Why does AI infrastructure need its own security approach? Isn't traditional cloud security enough?

Model

Traditional security watches the perimeter and the network. But AI systems create new attack surfaces—you can manipulate a language model through the prompts you feed it, or trick it into revealing its training data. These threats don't show up in network logs the way a port scan does. You need to watch what the model is actually doing, in real time.

Inventor

So Upwind is essentially adding a security layer that understands AI-specific attacks.

Model

Exactly. And they're doing it without slowing things down. That's the hard part. When you add monitoring to a system, you usually pay a performance cost. Upwind claims zero impact, which matters when you're running inference at scale—every millisecond counts.

Inventor

What does it mean that they're using NVIDIA's own tools—NIM and Garak—to do this?

Model

It's a smart move. NIM microservices are NVIDIA's building blocks for AI applications, so Upwind is using the same language, so to speak. And Garak is NVIDIA's own testing framework for finding weaknesses in language models.
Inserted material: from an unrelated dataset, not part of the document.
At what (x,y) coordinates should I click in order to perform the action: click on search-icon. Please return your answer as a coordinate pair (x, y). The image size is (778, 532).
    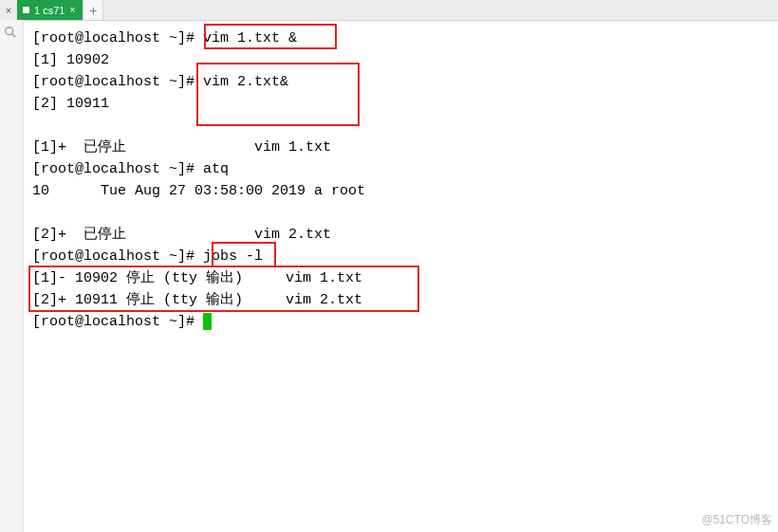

By using it, Upwind gets credibility and alignment with what NVIDIA customers already understand.

Inventor

The announcement mentions five key advantages. Are those real technical wins or marketing language?

Model

They're real, but they're also the things every enterprise wants to hear. Performance, flexibility, cost, privacy, customization. The substance is that this partnership lets you run AI safely in different environments—public cloud, private data center, sovereign cloud—without compromising on security or speed.

Inventor

Who actually benefits most from this?

Model

Large enterprises deploying AI at scale. If you're running one small language model, you probably don't need this level of sophistication. But if you're NVIDIA's customer—if you've bought DGX systems or Blackwell chips—and you're running multiple AI workloads in production, you need to know they're protected and compliant. That's where Upwind comes in.